If you have duplicate content on a few pages or blog posts Google will simply devalue those individual pages in favor of what it considers the original or more useful source.  That means that your page(s) either will not be visible in Google search or not be as visible as they could be.  Where you start to get into real trouble, is when many or most of the pages on your site have duplicate content within them.  Then Google starts to devalue all of the content on your site, regardless of whether it is duplicated or not.  Both scenarios are bad.

How to Avoid the Negative Effects of Duplicate Content

First, we understand that many industries have advertising ethics rules that limit your options in terms of what you can and cannot say.  Many sites may sound very similar because the advertising rules require disclaimers and statements to be worded a certain way.  However, if your content is the same as other competitors who use the same language, and you have that language in the footer of every page on your site, your website’s performance will suffer. The easy solution is to put all usage rights or disclaimer language on their own pages and link to them from the footer. If you want to take it one step further, you should “noindex” those pages, which essentially asks Google to keep those pages and the content within out of its index of web pages and nullifying any effect those pages would have on your site overall.

In terms of copy, the best and obvious way to avoid duplicate content is to generate original/unique copy with minimal inclusion of direct quotes or bulleted lists from other sources, whether those sources are external sites or other pages on your own site.

Make sure that there are no large blocks of copy that are included in your footer, header, sidebar or within each page across large portions of your site.

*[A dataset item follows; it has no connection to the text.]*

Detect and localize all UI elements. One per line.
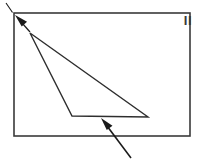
panel-label: II (184, 14, 192, 27)
panel-background (0, 0, 200, 159)
figure-container: II (0, 0, 200, 159)
diagram-canvas (0, 0, 200, 159)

If you need to copy a quote or include a bulleted list, try including as little of that content as possible relative to the overall word count of the page.  You can also try reordering bulleted lists or linking to a longer quote.

If you are outsourcing your content creation, make sure that the company writing your content is handling those efforts in-house and that they know what they are doing.

Wondering if Your Website’s Content is Considered “Duplicate”?

As I mentioned in the opening of this post, we see a lot of sites that come to us with duplicated content issues.  Many clients are surprised when we tell them that x% of all of the content on their site will need to be rewritten.  

If you are interested in finding out if, or what percentage of the content on your site is duplicated, give us a call.  We can tell you how much of your content is considered “duplicate” and how bad it is impacting your website.